UK Confirms Two Covid-19 Variants, Praises SA Geneticists – The Citizen



[ad_1]

Britain has imposed an immediate travel ban to and from South Africa, following the discovery of two cases of the mutant variation of Covid-19 that arrived with people arriving from this country.

In a briefing yesterday afternoon, UK Health Secretary Matt Hancock said that anyone who has arrived in the UK from South Africa in the past 14 days “should immediately self-quarantine.”

He added: “By quarantine, I mean they should restrict contact with anyone else.

“We will change the law so that this legal effect is imminent.”

Hancock said that “these measures are temporary while we investigate this new strain” to be tested at the country’s Porton Down Chemical and Biological Weapons Research Facility.

ALSO READ: There’s no reason to panic over the virus variant, but Mkhize has a stern message for young people

He said that as part of the UK’s ongoing surveillance of the virus and the “impressive genomic capabilities of South Africans”, they had identified cases among contacts of people who had come to the UK in the past two weeks.

On the last day, he said, the British experts had met with their South African counterparts and “we are incredibly grateful to the South African government for the rigor of its science and the openness and transparency with which they have acted correctly as we did when we discovered we had a new variant here “.

Last Friday, South African Health Minister Dr. Zweli Mkhize revealed that the second wave of Covid-19 cases rapidly accelerating in this country is being driven by a new variant of the coronavirus that spreads faster and it will bring more cases than the first wave of the pandemic. .
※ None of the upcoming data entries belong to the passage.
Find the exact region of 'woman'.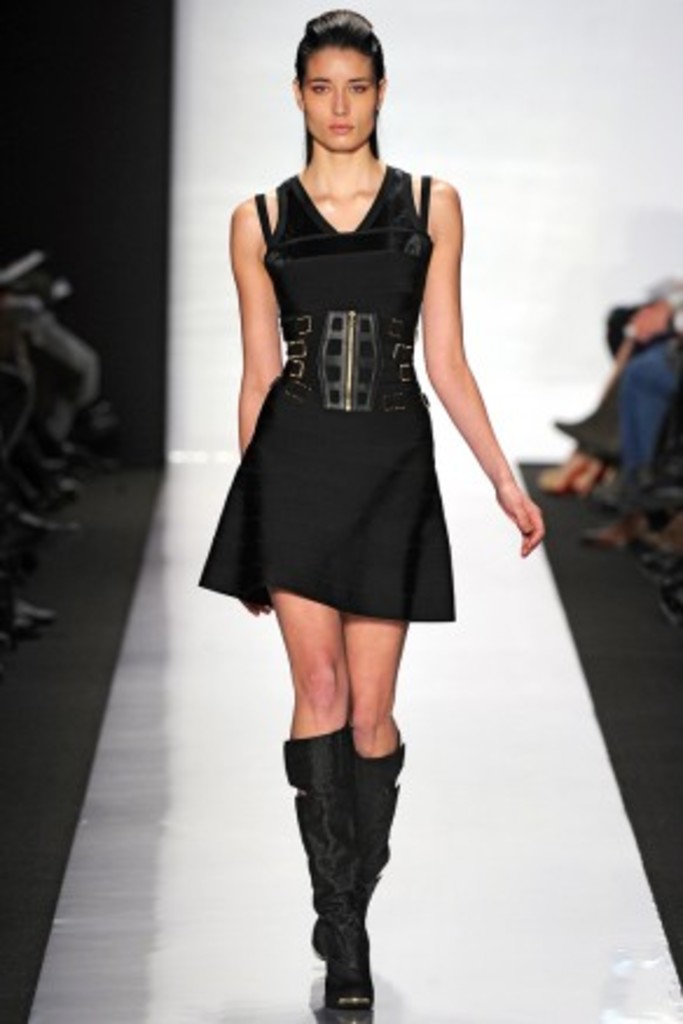
Exact region: x1=196 y1=40 x2=505 y2=881.
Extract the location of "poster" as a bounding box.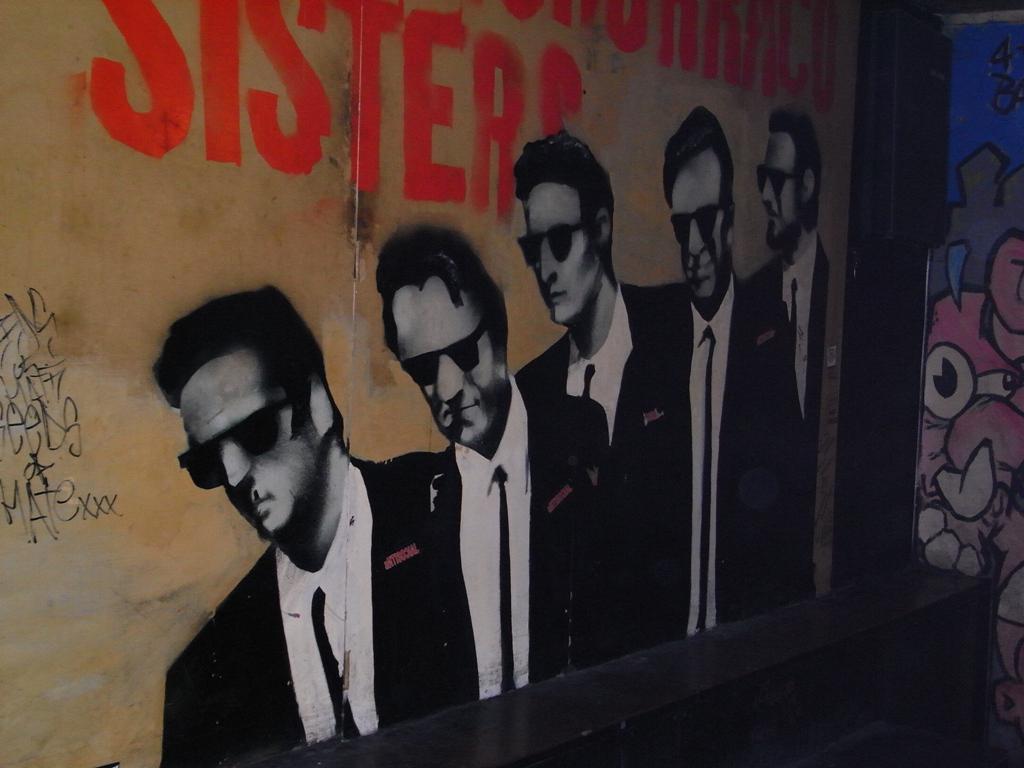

READ MORE: Limpopo on high alert for Covid-19

Later reports suggested that a very similar variant had been identified in the UK, and it was later confirmed that the two variants had developed independently of each other.

Hancock’s announcement yesterday confirms that there are two different variants.

South Africa’s top adviser on the pandemic, Professor Salim Abdool Karim, said the second wave has now affected every province in this country, “with some early signs that it is spreading faster than the first wave.”

However, he said that “it was not clear if this second wave has more or fewer deaths.

“We have not seen red flags in our current information on deaths.”

Although Mkhize and his experts said there was no cause for panic, because current diagnostic and treatment protocols were as effective as they were with the first wave variants, the harsh methods proposed by UK authorities indicate that there may be A growing concern in both countries not only about the speed at which the variant spreads, but also about its potential lethality.

This casts doubt on Mkhize’s pledge last week that scientific advisers would not recommend that the government implement more lockdown restrictions.

[email protected]

For more news your way, download The Citizen app to iOS and Android.